With 64GB of RAM and a decent i5 or i7, you'd be surprised how much you can cram onto one of these:
- Proxmox VE — Full virtualisation platform. Run multiple VMs and containers side by side.
- Docker containers — Dozens of them. Media servers, dashboards, monitoring, reverse proxies, the lot.
- Virtual machines — A couple of Linux VMs, a Windows VM for testing, maybe a pfSense/OPNsense firewall VM.
- NAS — Run TrueNAS or OpenMediaVault in a VM with the SATA drive passed through for file sharing.
- Media server — Plex or Jellyfin with hardware transcoding via Intel Quick Sync (the iGPU handles this surprisingly well).
- Pi-hole / AdGuard Home — Network-wide ad blocking.
- Home Assistant — Smart home automation.
- Anything else — Gitea, Nextcloud, Vaultwarden, game servers, monitoring stacks — go nuts.
Mini PC vs Full Rack Server
Let's be real about the trade-offs:
- Performance: A rack server with dual Xeons will absolutely smoke a mini PC in raw compute. But for a homelab where you're learning, tinkering, and running services for yourself and maybe your household — the mini PC is more than enough.
- Expandability: You're limited to 64GB RAM, one NVMe, and one SATA drive. No PCIe slots for a 10GbE card or HBA. If you need serious storage or networking, a rack server wins.
- Noise: The mini PC wins by a country mile. It's basically silent. You can keep it in your bedroom and sleep fine.
- Power: 15W vs 150W+ at idle.
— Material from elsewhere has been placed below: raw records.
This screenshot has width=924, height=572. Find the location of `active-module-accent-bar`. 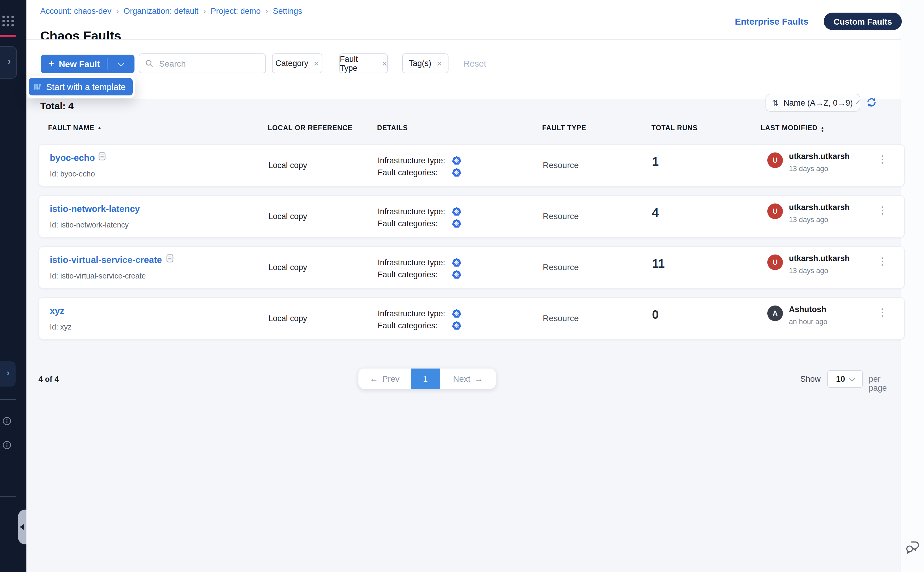

active-module-accent-bar is located at coordinates (8, 36).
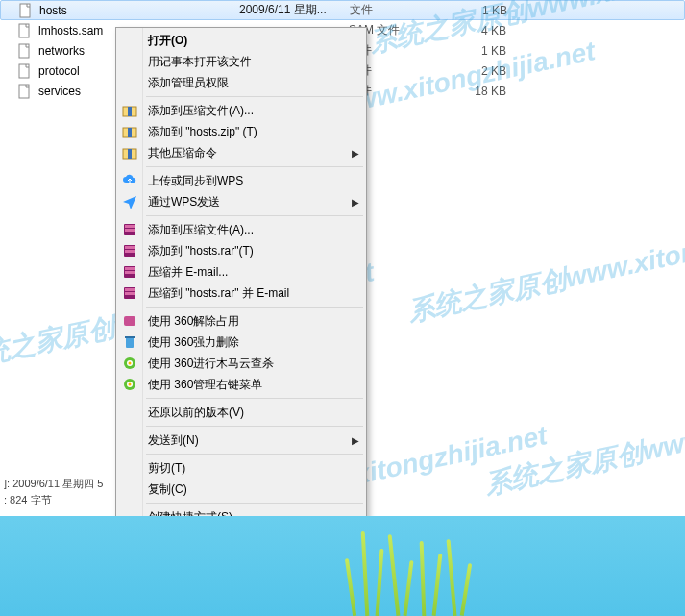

Over a year, that's the difference between $20 and $200+. Over five years, you've saved a grand.
- Space: Fits on a shelf, in a drawer, velcro'd to the back of a monitor. Try that with an R720.
- Partner approval factor: High. Very high. No one's going to complain about a silent box the size of a sandwich.
The Bottom Line
For somewhere around $200-250 all-in (machine + RAM + storage), you get a capable, quiet, power-sipping homelab server that'll happily run 24/7 for years. Twenty bucks a year in electricity. No noise complaints. No heat issues. No regrets.
If you're just getting started with homelabbing, or you want a low-power always-on server for Docker and a few VMs, an HP EliteDesk or ProDesk Mini with 64GB of RAM is genuinely hard to beat. Get on eBay, grab one, chuck some RAM in it, and you're laughing.